Accounts differ over Muslim rebel raid



Some say police sweeps after the raid caught up innocent, peaceful Muslims.
NALCHIK, Russia (AP) -- Dozens of Islamic militants had just launched a bold daylight raid on this southern city, the family of Daniil Khamukov says, when the curtain installer said goodbye to his wife and two young children and headed for work.
Soon after, his mother said, she saw him lying semiconscious in the courtyard outside his home, bleeding profusely from a broken arm. Paramedics refused to help, saying the 26-year-old was probably a militant.
Seven hours later police in this town near Chechnya took him to a local precinct house. His mother, Zarema Valgasova, said she had heard nothing more about his fate.
More than three dozen people have been caught up in the police dragnet looking for participants and conspirators in Thursday's assault that left at least 108 people dead in Nalchik and again underscored the volatility of the Caucasus region.
Rights lawyers, and even the region's officially sanctioned Islamic leader, say police sweeps on suspected militants have caught up innocent, peaceful young Muslims, alienating and offending them as they rediscover their Muslim heritage.
"They told us: 'They say he's one of the fighters. Let him die,'" Valgasova said.
Officials announce success
Authorities contended that all pockets of active fighting had been crushed by Friday, and President Vladimir Putin promised all such violence will be put down "hard and consistently."
As officials announced successful operations to liquidate rebels Friday, it became clear security forces had rescued nearly 20 hostages in various offices around the city -- and killed dozens of militants.
The head of the regional government, Gennady Gubin, said Nalchik, a city of 235,000 people, was being searched for rebels, according to the Interfax news agency.
"It is bad that such bandit raids are still possible here [in Russia]," Putin said. "It's a great tragedy that we are sustaining losses among law enforcement officers and peaceful civilians."
Chechen rebels have claimed involvement in Thursday's attacks on police and security facilities. The fighting in the Kabardino-Balkariya republic near Chechnya has raised fears that Islamic militants who have been fighting Russian forces for most of the past decade were opening a new front in the troubled Caucasus region.

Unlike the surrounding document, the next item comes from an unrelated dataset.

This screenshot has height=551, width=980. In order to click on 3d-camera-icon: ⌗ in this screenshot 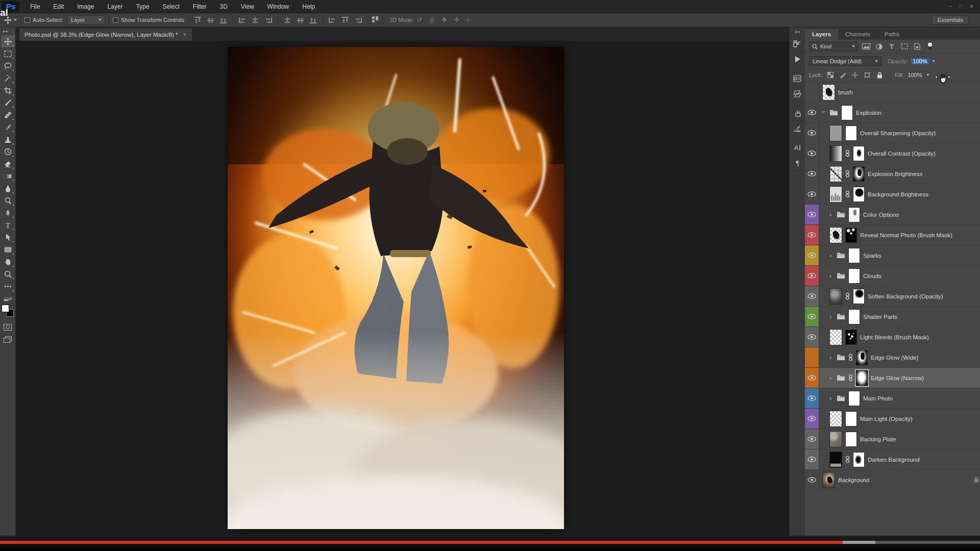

Rebels for years have harassed Russian forces in Chechnya with roadside bombs and homemade explosives but the Nalchik attacks appeared to be part of a strategy to target areas outside the volatile republic and keep Moscow off-balance.
Russian officials said the 2002 seizure of hundreds of people in a Moscow theater, the 2004 school hostage-taking in the southern city of Beslan that killed 330 and other terror attacks were conducted by the Chechen militants with support and guidance from Al-Qaida.